Although robbery is a capital offense in Alabama, no one has been executed in the state before for a theft of less than $5. A court official suggested that the jury had been influenced by the fact that Mrs. Barker told the jury that Wilson had spoken to her in a disrespectful tone.

A spokesman for the National Association for the Advancement of Colored People called the death sentence “a sad blot on the nation,” but said the organization is unable to aid the condemned man because it is barred in Alabama.

—The Des Moines Register, August 23, 1958

AT 7:15 IN THE MORNING local time on November 1, 1952, the United States exploded the first hydrogen bomb in the Eniwetok (or Enewetak or many other variants) atoll in the Marshall Islands of the South Pacific, though it wasn’t really a bomb as it wasn’t in any sense portable.

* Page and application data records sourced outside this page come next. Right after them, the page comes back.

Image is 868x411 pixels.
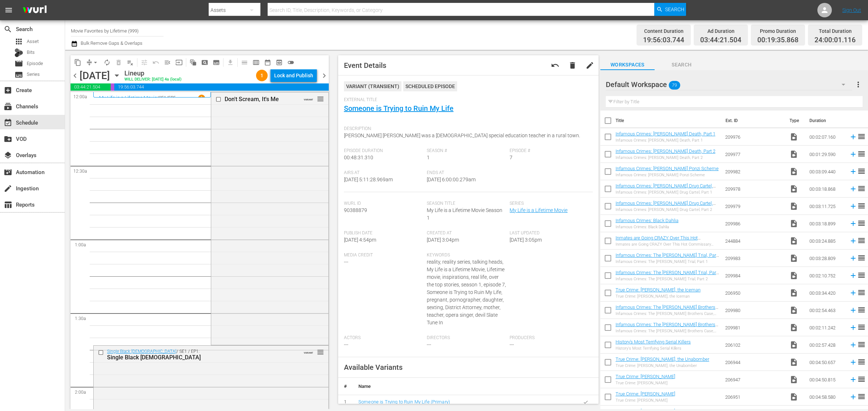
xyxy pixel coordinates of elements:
[643,36,684,44] span: 19:56:03.744
[271,69,317,82] button: Lock and Publish
[807,163,847,181] td: 00:03:09.440
[586,61,594,70] span: edit
[404,81,457,91] div: Scheduled Episode
[157,96,159,101] p: /
[252,59,260,66] span: calendar_view_week_outlined
[849,272,857,280] svg: Add to Schedule
[344,126,589,132] span: Description:
[789,289,798,298] span: Video
[426,237,459,243] span: [DATE] 3:04pm
[722,250,787,267] td: 209983
[789,202,798,210] span: Video
[854,76,863,93] button: more_vert
[426,259,506,325] span: reality, reality series, talking heads, My Life is a Lifetime Movie, Lifetime movie, inspirations...
[304,95,313,101] span: VARIANT
[126,59,134,66] span: playlist_remove_outlined
[338,378,353,395] th: #
[616,138,716,143] div: Infamous Crimes: [PERSON_NAME] Death, Part 1
[344,148,423,154] span: Episode Duration
[849,376,857,384] svg: Add to Schedule
[317,348,324,355] button: reorder
[4,102,12,111] span: Channels
[616,391,675,397] a: True Crime: [PERSON_NAME]
[344,81,401,91] div: VARIANT ( TRANSIENT )
[722,267,787,284] td: 209984
[79,70,110,81] div: [DATE]
[857,392,866,401] span: reorder
[807,215,847,233] td: 00:03:18.899
[344,155,374,161] span: 00:48:31.310
[213,59,220,66] span: subtitles_outlined
[854,80,863,89] span: more_vert
[14,71,23,79] span: Series
[101,56,113,68] span: Loop Content
[344,230,423,236] span: Publish Date
[616,322,719,333] a: Infamous Crimes: The [PERSON_NAME] Brothers Case, Part 2
[857,132,866,141] span: reorder
[344,342,349,347] span: ---
[849,237,857,245] svg: Add to Schedule
[616,225,679,230] div: Infamous Crimes: Black Dahlia
[722,354,787,371] td: 206944
[14,37,23,46] span: Asset
[616,381,675,385] div: True Crime: [PERSON_NAME]
[805,111,849,131] th: Duration
[789,185,798,193] span: video_file
[789,254,798,263] span: Video
[509,342,514,347] span: ---
[807,181,847,198] td: 00:03:18.868
[857,150,866,158] span: reorder
[857,305,866,315] span: reorder
[616,253,719,263] a: Infamous Crimes: The [PERSON_NAME] Trial, Part 1
[509,237,542,243] span: [DATE] 3:05pm
[849,203,857,210] svg: Add to Schedule
[84,56,101,68] span: Remove Gaps & Overlaps
[99,95,157,101] a: My Life is a Lifetime Movie
[547,56,564,74] button: undo
[789,340,798,350] span: Video
[722,233,787,250] td: 244884
[176,59,183,66] span: input
[807,198,847,215] td: 00:03:11.725
[426,208,502,220] span: My Life is a Lifetime Movie Season 1
[616,277,719,281] div: Infamous Crimes: The [PERSON_NAME] Trial, Part 2
[616,305,719,315] a: Infamous Crimes: The [PERSON_NAME] Brothers Case, Part 1
[276,59,283,66] span: preview_outlined
[509,335,589,341] span: Producers
[722,388,787,406] td: 206951
[857,253,866,263] span: reorder
[344,253,423,258] span: Media Credit
[616,346,691,351] div: History's Most Terrifying Serial Killers
[344,104,454,113] a: Someone is Trying to Ruin My Life
[256,73,268,78] span: 1
[17,2,52,19] img: ans4CAIJ8jUAAAAAAAAAAAAAAAAAAAAAAAAgQb4GAAAAAAAAAAAAAAAAAAAAAAAAJMjXAAAAAAAAAAAAAAAAAAAAAAAAgAT5G...
[71,83,111,91] span: 03:44:21.504
[807,146,847,163] td: 00:01:29.590
[189,59,196,66] span: auto_awesome_motion_outlined
[71,71,79,80] span: chevron_left
[304,348,313,354] span: VARIANT
[722,198,787,215] td: 209979
[857,357,866,366] span: reorder
[722,146,787,163] td: 209977
[722,302,787,319] td: 209980
[344,237,376,243] span: [DATE] 4:54pm
[849,306,857,315] svg: Add to Schedule
[789,306,798,315] span: Video
[789,133,798,141] span: Video
[274,69,313,82] div: Lock and Publish
[857,184,866,193] span: reorder
[4,135,12,143] span: VOD
[669,78,680,93] span: 79
[26,38,39,45] span: Asset
[317,95,324,102] button: reorder
[509,148,589,154] span: Episode #
[849,220,857,228] svg: Add to Schedule
[616,374,675,380] a: True Crime: [PERSON_NAME]
[616,166,719,171] a: Infamous Crimes: [PERSON_NAME] Ponzi Scheme
[74,59,81,66] span: content_copy
[344,97,589,103] span: External Title
[849,254,857,263] svg: Add to Schedule
[111,83,114,91] span: 00:19:35.868
[722,319,787,336] td: 209981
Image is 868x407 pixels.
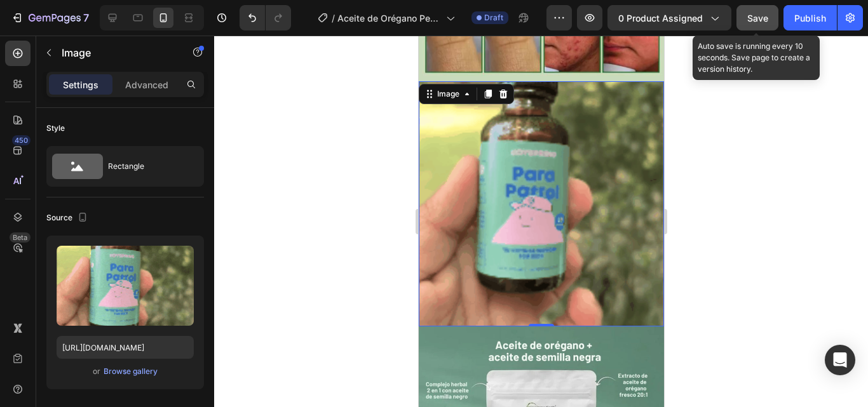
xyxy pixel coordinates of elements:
[12,135,31,146] div: 450
[484,12,503,23] span: Draft
[783,5,837,31] button: Publish
[56,336,194,359] input: https://example.com/image.jpg
[62,45,170,60] p: Image
[9,232,31,243] div: Beta
[125,78,168,92] p: Advanced
[607,5,731,31] button: 0 product assigned
[103,366,158,378] button: Browse gallery
[419,35,664,407] iframe: Design area
[46,210,90,227] div: Source
[103,366,157,377] div: Browse gallery
[92,364,100,379] span: or
[794,12,826,25] div: Publish
[737,5,778,31] button: Save
[618,12,703,25] span: 0 product assigned
[56,246,194,326] img: preview-image
[83,10,89,25] p: 7
[63,78,99,92] p: Settings
[108,152,185,181] div: Rectangle
[46,123,65,134] div: Style
[240,5,291,31] div: Undo/Redo
[337,12,441,25] span: Aceite de Orégano Pesos
[332,12,335,25] span: /
[824,345,855,376] div: Open Intercom Messenger
[5,5,95,31] button: 7
[747,13,768,23] span: Save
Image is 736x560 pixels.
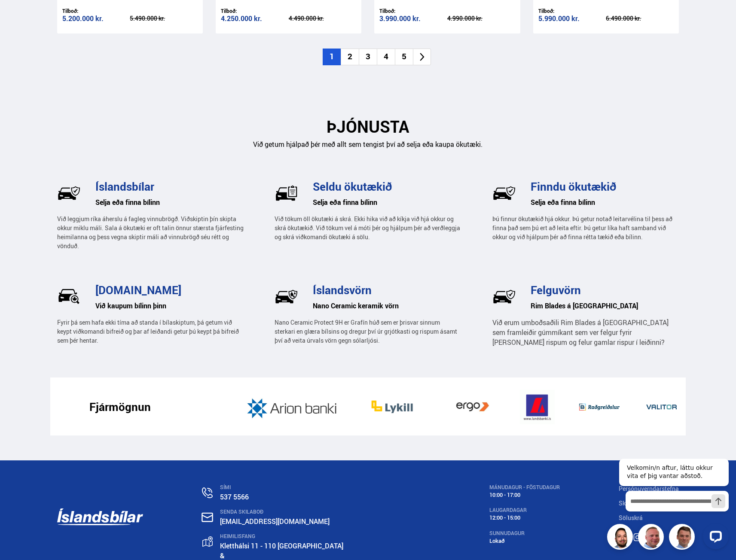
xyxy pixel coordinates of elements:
h3: Felguvörn [531,284,679,296]
li: 1 [323,48,341,65]
h6: Rim Blades á [GEOGRAPHIC_DATA] [531,299,679,312]
h3: [DOMAIN_NAME] [95,284,244,296]
h6: Nano Ceramic keramik vörn [313,299,461,312]
div: Tilboð: [62,8,130,14]
div: LAUGARDAGAR [489,507,560,514]
div: 5.990.000 kr. [538,15,607,22]
h6: Selja eða finna bílinn [313,196,461,209]
li: 3 [358,48,377,65]
img: JD2k8JnpGOQahQK4.jpg [244,389,344,425]
div: SÍMI [220,485,430,491]
h6: Við kaupum bílinn þinn [95,299,244,312]
iframe: LiveChat chat widget [612,443,732,556]
div: 4.990.000 kr. [447,15,515,22]
div: 10:00 - 17:00 [489,492,560,498]
div: Tilboð: [221,8,289,14]
h3: Íslandsbílar [95,180,244,192]
img: wj-tEQaV63q7uWzm.svg [57,181,81,205]
li: 2 [341,48,358,65]
h3: Fjármögnun [89,401,151,413]
li: 4 [377,48,395,65]
div: Tilboð: [379,8,447,14]
div: Tilboð: [538,8,607,14]
img: vb19vGOeIT05djEB.jpg [441,389,504,425]
div: 5.200.000 kr. [62,15,130,22]
div: 3.990.000 kr. [379,15,447,22]
p: Við tökum öll ökutæki á skrá. Ekki hika við að kíkja við hjá okkur og skrá ökutækið. Við tökum ve... [275,214,461,241]
div: 4.250.000 kr. [221,15,289,22]
img: nHj8e-n-aHgjukTg.svg [202,512,213,522]
div: MÁNUDAGUR - FÖSTUDAGUR [489,485,560,491]
img: n0V2lOsqF3l1V2iz.svg [202,488,212,498]
div: 12:00 - 15:00 [489,514,560,521]
p: Við leggjum ríka áherslu á fagleg vinnubrögð. Viðskiptin þín skipta okkur miklu máli. Sala á ökut... [57,214,244,251]
img: BkM1h9GEeccOPUq4.svg [492,181,516,205]
div: HEIMILISFANG [220,533,430,539]
img: gp4YpyYFnEr45R34.svg [202,536,212,548]
h6: Selja eða finna bílinn [95,196,244,209]
p: Þú finnur ökutækið hjá okkur. Þú getur notað leitarvélina til þess að finna það sem þú ert að lei... [492,214,679,241]
h3: Íslandsvörn [313,284,461,296]
img: U-P77hVsr2UxK2Mi.svg [275,181,298,205]
a: [EMAIL_ADDRESS][DOMAIN_NAME] [220,516,329,526]
div: 6.490.000 kr. [606,15,674,22]
img: _UrlRxxciTm4sq1N.svg [57,285,81,309]
h2: ÞJÓNUSTA [57,117,680,136]
a: Kletthálsi 11 - 110 [GEOGRAPHIC_DATA] [220,541,344,551]
h3: Seldu ökutækið [313,180,461,192]
h3: Finndu ökutækið [531,180,679,192]
span: Við erum umboðsaðili Rim Blades á [GEOGRAPHIC_DATA] sem framleiðir gúmmíkant sem ver felgur fyrir... [492,318,668,347]
li: 5 [395,48,412,65]
div: Lokað [489,538,560,544]
p: Við getum hjálpað þér með allt sem tengist því að selja eða kaupa ökutæki. [57,139,680,149]
h6: Selja eða finna bílinn [531,196,679,209]
div: SUNNUDAGUR [489,531,560,536]
img: wj-tEQaV63q7uWzm.svg [492,285,516,309]
a: 537 5566 [220,492,249,502]
img: nhp88E3Fdnt1Opn2.png [608,525,634,551]
img: Pf5Ax2cCE_PAlAL1.svg [275,285,298,309]
p: Fyrir þá sem hafa ekki tíma að standa í bílaskiptum, þá getum við keypt viðkomandi bifreið og þar... [57,318,244,345]
div: 4.490.000 kr. [289,15,357,22]
p: Nano Ceramic Protect 9H er Grafín húð sem er þrisvar sinnum sterkari en glæra bílsins og dregur þ... [275,318,461,345]
div: 5.490.000 kr. [129,15,198,22]
div: SENDA SKILABOÐ [220,509,430,515]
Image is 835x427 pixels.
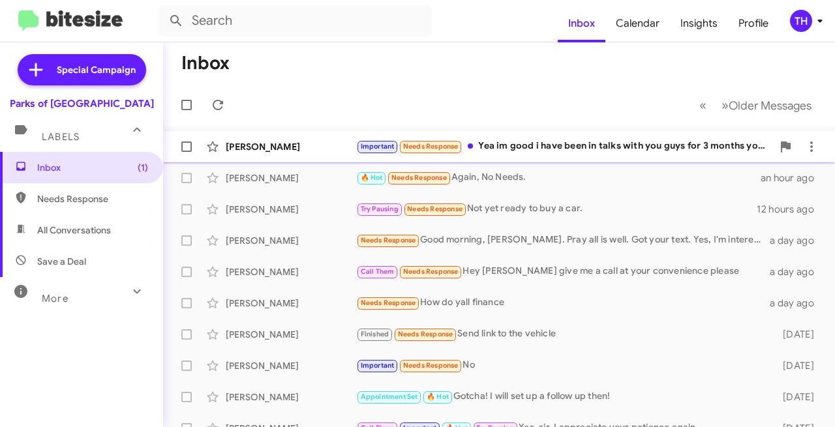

Unless an enemy would considerately stand by while we built an eighty-ton refrigeration unit to cool large volumes of liquid deuterium and tritium, ran in several miles of cabling, and attached scores of electric detonators, we didn’t have any way of blowing anyone up with it. Eleven thousand soldiers and civilians were needed to get the device to go off at Eniwetok, so this was hardly the sort of thing you could set up in Red Square without arousing suspicions. Properly, it was a “thermonuclear device.” Still, it was enormously potent.

Since nothing like this had ever been tried before, nobody knew how big a bang it would make. Even the most conservative estimates, for a blast of five megatons, represented more destructive might than the total firepower used by all sides in World War II, and some nuclear physicists thought the explosion might go as high as one hundred megatons—a blast so off the scale that scientists could only guess the chain of consequences. One possibility was that it might ignite all the oxygen in the atmosphere. Still, nothing ventured, nothing annihilated, as the Pentagon might have put it, and on the morning of November 1 somebody lit the fuse and, as I like to picture it, ran like hell.

The blast came in at a little over ten megatons, comparatively manageable but still enough to wipe out a city a thousand times the size of Hiroshima, though of course Earth has no cities that big. A fireball five miles high and four miles across rose above Eniwetok within seconds, billowing into a mushroom cloud that hit the stratospheric ceiling thirty miles above the Earth and spread outward for more than a thousand miles in every direction, disgorging a darkening snowfall of dusty ash as it went, before slowly dissipating. It was the biggest thing of any type ever created by humans. Nine months later the Soviets surprised the Western powers by exploding a thermonuclear device of their own. The race to obliterate life was on—and how. Now we truly were become Death, the shatterer of worlds.

So it is perhaps not surprising that as this happened I sat in Des Moines, Iowa, quietly shitting myself. I had little choice. I was ten months old.